(Stored records)
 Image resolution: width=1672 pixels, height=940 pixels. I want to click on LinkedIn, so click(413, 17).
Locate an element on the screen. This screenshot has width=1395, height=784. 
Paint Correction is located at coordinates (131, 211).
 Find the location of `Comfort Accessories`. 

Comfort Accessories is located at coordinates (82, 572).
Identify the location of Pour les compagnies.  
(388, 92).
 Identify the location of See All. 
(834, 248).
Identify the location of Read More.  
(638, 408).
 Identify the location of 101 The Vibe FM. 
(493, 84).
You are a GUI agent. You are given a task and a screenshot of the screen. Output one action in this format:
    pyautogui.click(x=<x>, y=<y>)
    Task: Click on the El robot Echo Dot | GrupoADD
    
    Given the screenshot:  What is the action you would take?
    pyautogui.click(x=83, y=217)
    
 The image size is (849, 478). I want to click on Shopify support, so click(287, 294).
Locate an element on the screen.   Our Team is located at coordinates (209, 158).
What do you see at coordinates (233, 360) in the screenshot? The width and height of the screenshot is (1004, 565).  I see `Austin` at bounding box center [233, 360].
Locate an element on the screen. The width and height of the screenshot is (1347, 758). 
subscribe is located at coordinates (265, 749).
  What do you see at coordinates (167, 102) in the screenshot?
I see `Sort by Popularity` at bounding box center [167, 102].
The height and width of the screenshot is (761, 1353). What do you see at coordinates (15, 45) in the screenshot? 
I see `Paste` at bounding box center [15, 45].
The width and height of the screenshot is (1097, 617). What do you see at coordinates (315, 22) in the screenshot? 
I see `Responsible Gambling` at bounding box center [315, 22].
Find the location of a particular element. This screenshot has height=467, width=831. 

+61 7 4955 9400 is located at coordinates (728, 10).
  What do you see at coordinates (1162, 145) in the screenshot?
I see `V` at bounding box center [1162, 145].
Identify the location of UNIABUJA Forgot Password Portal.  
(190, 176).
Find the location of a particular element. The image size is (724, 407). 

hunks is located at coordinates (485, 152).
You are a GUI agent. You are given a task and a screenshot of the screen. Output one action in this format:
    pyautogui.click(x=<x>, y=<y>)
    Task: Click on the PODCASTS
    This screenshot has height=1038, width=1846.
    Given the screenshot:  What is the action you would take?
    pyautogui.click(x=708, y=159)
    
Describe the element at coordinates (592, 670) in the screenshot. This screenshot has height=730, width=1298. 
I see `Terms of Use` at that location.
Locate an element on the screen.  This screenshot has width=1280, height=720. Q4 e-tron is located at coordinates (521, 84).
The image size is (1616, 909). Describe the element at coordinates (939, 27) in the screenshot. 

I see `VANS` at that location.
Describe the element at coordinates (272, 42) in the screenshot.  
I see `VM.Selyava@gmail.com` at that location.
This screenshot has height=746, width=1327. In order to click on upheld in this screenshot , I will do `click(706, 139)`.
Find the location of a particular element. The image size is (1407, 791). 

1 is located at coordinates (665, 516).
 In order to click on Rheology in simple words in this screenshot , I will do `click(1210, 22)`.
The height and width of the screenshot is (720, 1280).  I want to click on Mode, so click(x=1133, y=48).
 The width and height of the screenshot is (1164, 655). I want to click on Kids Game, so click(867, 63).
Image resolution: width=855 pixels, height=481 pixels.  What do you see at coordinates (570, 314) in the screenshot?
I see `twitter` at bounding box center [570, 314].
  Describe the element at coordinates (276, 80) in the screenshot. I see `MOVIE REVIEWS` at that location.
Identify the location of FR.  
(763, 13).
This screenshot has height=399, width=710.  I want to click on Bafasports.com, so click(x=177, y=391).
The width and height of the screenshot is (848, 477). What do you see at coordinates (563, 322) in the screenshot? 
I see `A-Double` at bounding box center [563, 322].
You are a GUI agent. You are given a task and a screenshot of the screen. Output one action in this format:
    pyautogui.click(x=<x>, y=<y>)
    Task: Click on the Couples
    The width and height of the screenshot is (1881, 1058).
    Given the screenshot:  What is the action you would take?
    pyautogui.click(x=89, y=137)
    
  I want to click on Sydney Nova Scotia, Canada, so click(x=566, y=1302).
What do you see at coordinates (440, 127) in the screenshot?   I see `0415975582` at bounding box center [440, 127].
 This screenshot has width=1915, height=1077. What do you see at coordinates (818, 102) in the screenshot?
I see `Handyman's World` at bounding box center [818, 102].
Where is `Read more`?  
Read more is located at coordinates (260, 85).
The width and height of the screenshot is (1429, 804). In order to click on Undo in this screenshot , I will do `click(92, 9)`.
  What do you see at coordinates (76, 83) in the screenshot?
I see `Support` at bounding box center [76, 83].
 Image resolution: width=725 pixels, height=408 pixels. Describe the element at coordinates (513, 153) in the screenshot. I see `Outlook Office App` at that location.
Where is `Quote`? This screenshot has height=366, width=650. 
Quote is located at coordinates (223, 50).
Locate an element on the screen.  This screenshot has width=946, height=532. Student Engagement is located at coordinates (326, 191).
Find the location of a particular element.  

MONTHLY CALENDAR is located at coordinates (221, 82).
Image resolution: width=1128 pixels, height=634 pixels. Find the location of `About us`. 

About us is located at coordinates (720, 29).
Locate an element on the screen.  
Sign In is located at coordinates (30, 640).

- **HOW TO COMPLETE THIS TASK**:
From the records above, copy only the lines starting with the line that holds "Task: Click on the PODCASTS" and going on through the line that holds "This screenshot has height=399, width=710.", exactly as written.

- **RESULT OF THE EXERCISE**:
    Task: Click on the PODCASTS
    This screenshot has height=1038, width=1846.
    Given the screenshot:  What is the action you would take?
    pyautogui.click(x=708, y=159)
    
Describe the element at coordinates (592, 670) in the screenshot. This screenshot has height=730, width=1298. 
I see `Terms of Use` at that location.
Locate an element on the screen.  This screenshot has width=1280, height=720. Q4 e-tron is located at coordinates (521, 84).
The image size is (1616, 909). Describe the element at coordinates (939, 27) in the screenshot. 

I see `VANS` at that location.
Describe the element at coordinates (272, 42) in the screenshot.  
I see `VM.Selyava@gmail.com` at that location.
This screenshot has height=746, width=1327. In order to click on upheld in this screenshot , I will do `click(706, 139)`.
Find the location of a particular element. The image size is (1407, 791). 

1 is located at coordinates (665, 516).
 In order to click on Rheology in simple words in this screenshot , I will do `click(1210, 22)`.
The height and width of the screenshot is (720, 1280).  I want to click on Mode, so click(x=1133, y=48).
 The width and height of the screenshot is (1164, 655). I want to click on Kids Game, so click(867, 63).
Image resolution: width=855 pixels, height=481 pixels.  What do you see at coordinates (570, 314) in the screenshot?
I see `twitter` at bounding box center [570, 314].
  Describe the element at coordinates (276, 80) in the screenshot. I see `MOVIE REVIEWS` at that location.
Identify the location of FR.  
(763, 13).
This screenshot has height=399, width=710.  I want to click on Bafasports.com, so click(x=177, y=391).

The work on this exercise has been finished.